While I greatly respect and admire our law enforcement for the difficult jobs that they have, police brutality and racism is not something that can be tolerated.
Our law enforcement is better than that!
Hold the responsible officers accountable, but also bring peace and civility back to our cities and streets. 😉
Unfortunately, we are living in a time when many people are “destroyed” from various forms of abuse: physical, verbal, and emotional. This frequently occurs to those that are more vulnerable in society (e.g. exploited children). It is especially tragic that children–those that are still innocent and defenseless–are made to suffer at the hands of those that are bigger, stronger, and authority figures in their lives (teachers, clergy, etc.).
At the most basic level, we need to:
Listen (carefully), empathize, and be supportive.
Don’t be dismissive, make assumptions, or jump to conclusions.
Yes, everyone deserves a fair hearing and for the facts to be known.
No, we can’t as a community run from this uncomfortable issue any longer!
I watch with terror the rockets fly.
The plumes of white smoke in the sky.
Randomly, randomly where will they fall.
A car, a home, a factory, a kindergarten.

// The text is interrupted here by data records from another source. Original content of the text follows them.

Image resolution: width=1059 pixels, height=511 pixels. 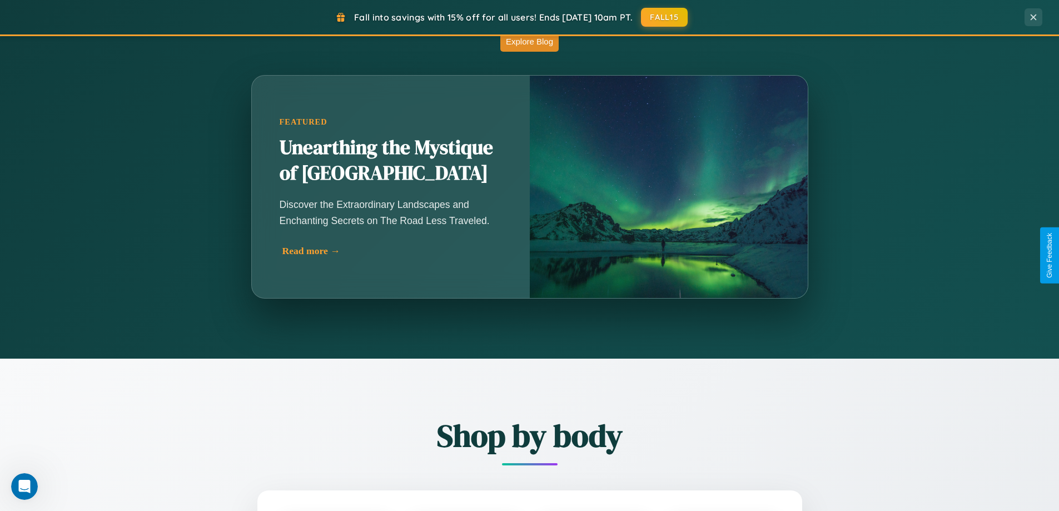 What do you see at coordinates (529, 41) in the screenshot?
I see `button: Explore Blog` at bounding box center [529, 41].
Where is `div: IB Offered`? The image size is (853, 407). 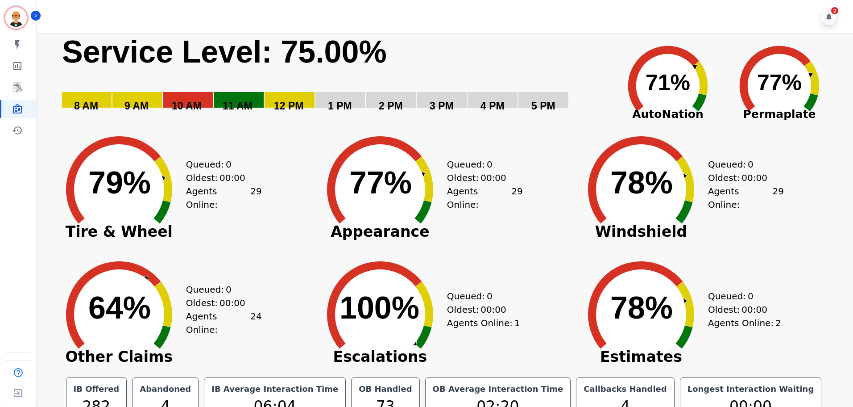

The shrapnel penetrating the flesh of its victims.
The rockets do not know the difference,
Between military and civilian, men and women, children and old.
Please pray for the peace and security for Israel. 😉
(Source Photo: Reposted here in video by Israel Foreign Affairs Ministry)
So the plight of the homeless in Washington, DC and other large cities like NY and LA is despicable.
This photo is taken not far from the Capitol building in DC.
The homeless are not living in tents in the dead of Winter.
As the people pass by, under this particular overpass were no less than 4 tents.
While millionaires and billionaires splurge on themselves, so many people continue to go without adequate food, shelter, clothing, plumbing, healthcare, education, and jobs in America.
When G-d looks down and see the unsympathetic wealthy next to the downtrodden poor–and many of the wealthy act like insatiable pigs, while the poor go hungry and cold–shall the L-rd that judges all the earth not do justly?
Yes, there should be incentives for people to work hard and contribute, but when the wealth is skewed so that more than 50% of all the wealth is owned by just the top 1% of people and the top 1% own more than the bottom 90% of the population–we have a system that is not just broken, but grossly unjust and inhumane.
Corruption is alive and well, and who is there among our leaders to stand up and say and do what is right by G-d children?
China scores individuals based on public data (social media, financial, insurance, health, shopping, dating, and more), and they have people that act as “information collectors” (i.e. neighborhood watchers) who record what their neighbors are doing–good and bad.
Each individual starts with a 1,000 points.
If you do good things in Chinese society–helping people, cleaning up, being honest–you get points added.
If you do bad things in China–fight with people, make a mess, be dishonest–you get points deducted.
Fail below 1,000 points and you are in trouble–and can get blacklisted!
A good score is something to be proud of and a bad score is something that shames people to hopefully change for the better.
But more than that, your social score has tangible social impacts–it can determine your ability to get into certain schools, obtain better jobs, homes, loans/mortgages, high-speed internet, and even high-speed train tickets/airplane flights.
While maybe well intentioned, certainly, this has the very real potential to become a surveillance state and the embodiment of “Big Brother”!
On one hand, it seems like a great thing to drive people and society to be better. Isn’t that what we do with recognizing and rewarding good behavior and with our laws and justice system in punishing bad behavior?
Yet, to me this type of all-encompassing social credit system risks too much from a freedom and privacy perspective. Should the government and all your neighbors be privy to your most intimate doings and dealings? And should people be controlled to such an extent that literally everything you do is monitored and measured and counted for/against you?
It seems to me that the price of sacrificing your very personal liberty is too high to make in order to push people towards positive social goals.
Guiding people is one thing, and rewarding outstanding acts and punishing horrific ones is understandable, but getting into people’s knickers is another.
This type of social credit system really borders on social control and moves us towards a very disturbing, dystopian future. 😉
We are not just what nature and nurture make us–but rather, there is a third leg of this triad of factors that make us who we are, and that third and most important element is that we each have a soul. The soul of each person guides us to choose between right and wrong, good and evil, and sacred and impure, and to not just give in to our weaknesses, which each person has.